FULTON, Mo. -- A high school drama teacher whose spring play was canceled after church members complained to her superintendent about tawdry content in a previous production will resign rather than face a possible firing.
"It became too much to not be able to speak my mind or defend my students without fear of retribution," said Fulton High School teacher Wendy DeVore.
DeVore's students were scheduled to perform Arthur Miller's "The Crucible," a drama set during the 17th-century Salem witch trials that also is required reading for the school's 11th-graders.
But after a handful of Callaway Christian Church members complained about scenes showing teens smoking, drinking and kissing in the fall musical "Grease," Fulton schools superintendent Mark Enderle told DeVore to find a more family-friendly substitute.
DeVore chose Shakespeare's "A Midsummer Night's Dream," a classic romantic comedy with its own dicey subject matter, including suicide, rape and losing one's virginity.
She also took issue with Enderle's explanation of the dispute by posting an online response to a letter he had written to The Fulton Sun newspaper.
That blog entry apparently angered Enderle and members of the Fulton school board, said DeVore, who after the "Grease" dustup was told by administrators that her annual contract might not be renewed.
"There's a part of me that says maybe I'm just a bit too outspoken for public schools," said DeVore, 31, a six-year teaching veteran. "Maybe I need to find a school that's a better match."

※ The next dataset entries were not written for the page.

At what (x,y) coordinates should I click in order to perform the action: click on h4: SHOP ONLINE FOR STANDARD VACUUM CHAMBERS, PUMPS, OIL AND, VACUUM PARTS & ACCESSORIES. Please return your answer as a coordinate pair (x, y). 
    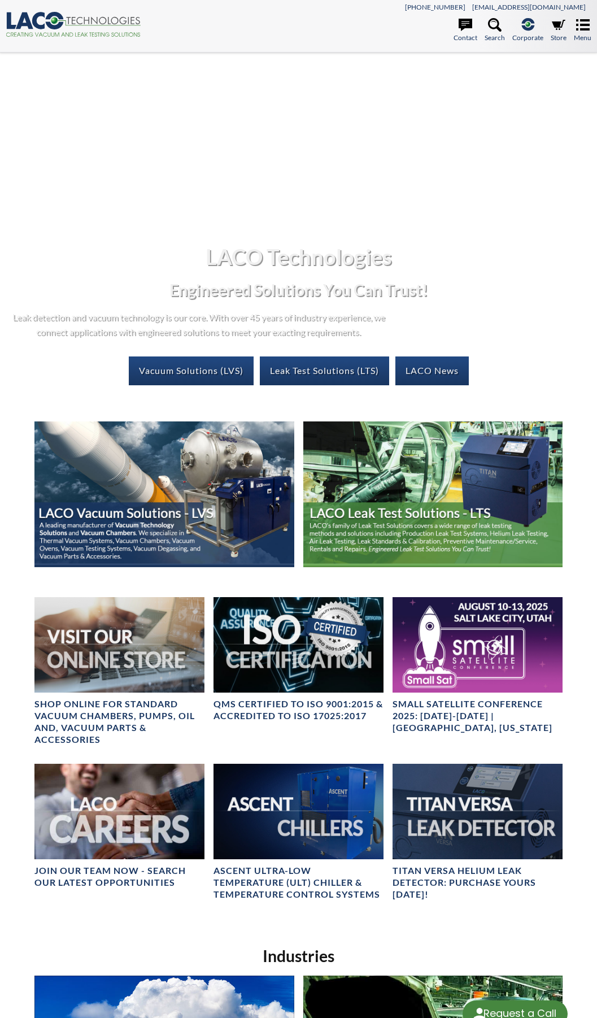
    Looking at the image, I should click on (119, 722).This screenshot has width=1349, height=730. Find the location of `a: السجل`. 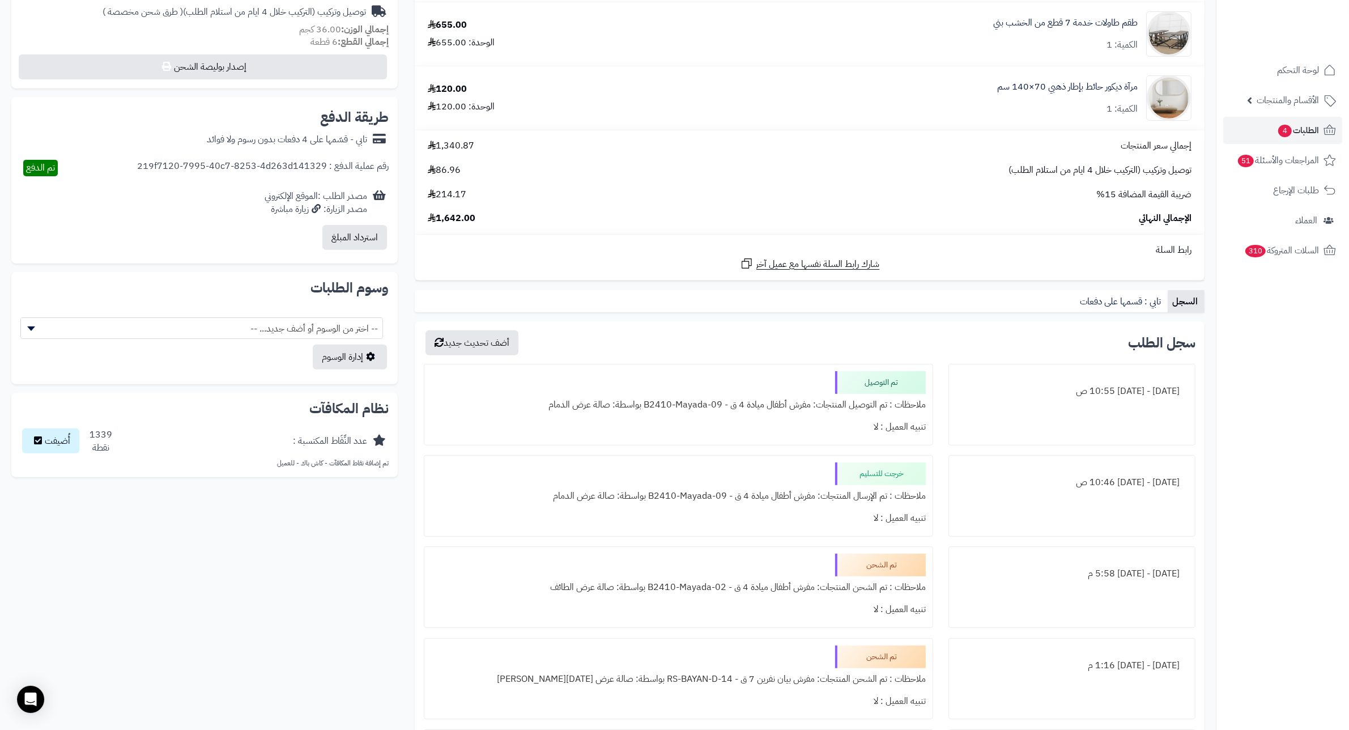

Publicity over the drama debate, including a front-page story in The New York Times, has cast an unflattering light on Fulton as an intolerant small town, several of DeVore's colleagues said earlier this week at a school board candidates' forum.
Teacher morale is low and students remain upset and confused, they said.
"You can't go anywhere they're not talking about it," teacher Paula Fessler told The Fulton Sun. "We have become a laughingstock."
Both Enderle and Fulton High principal Terri Arms declined to discuss DeVore's resignation, which must still be approved by the board and would take effect at the end of this school year, citing privacy concerns.
Arms said she was surprised some teachers and students remain troubled by the administration's handling of the matter.
"The kids had moved on," she said. "I thought we all had."
That doesn't mean Fulton audiences won't get a chance to see "The Crucible," a drama written 50 years ago and aimed at efforts to root out Communists in Hollywood and New York.
A local group that includes professors from Westminster and William Woods colleges in Fulton plans to host a public reading and discussion of the Miller play on Tuesday.
The group's name: the First Amendment Players.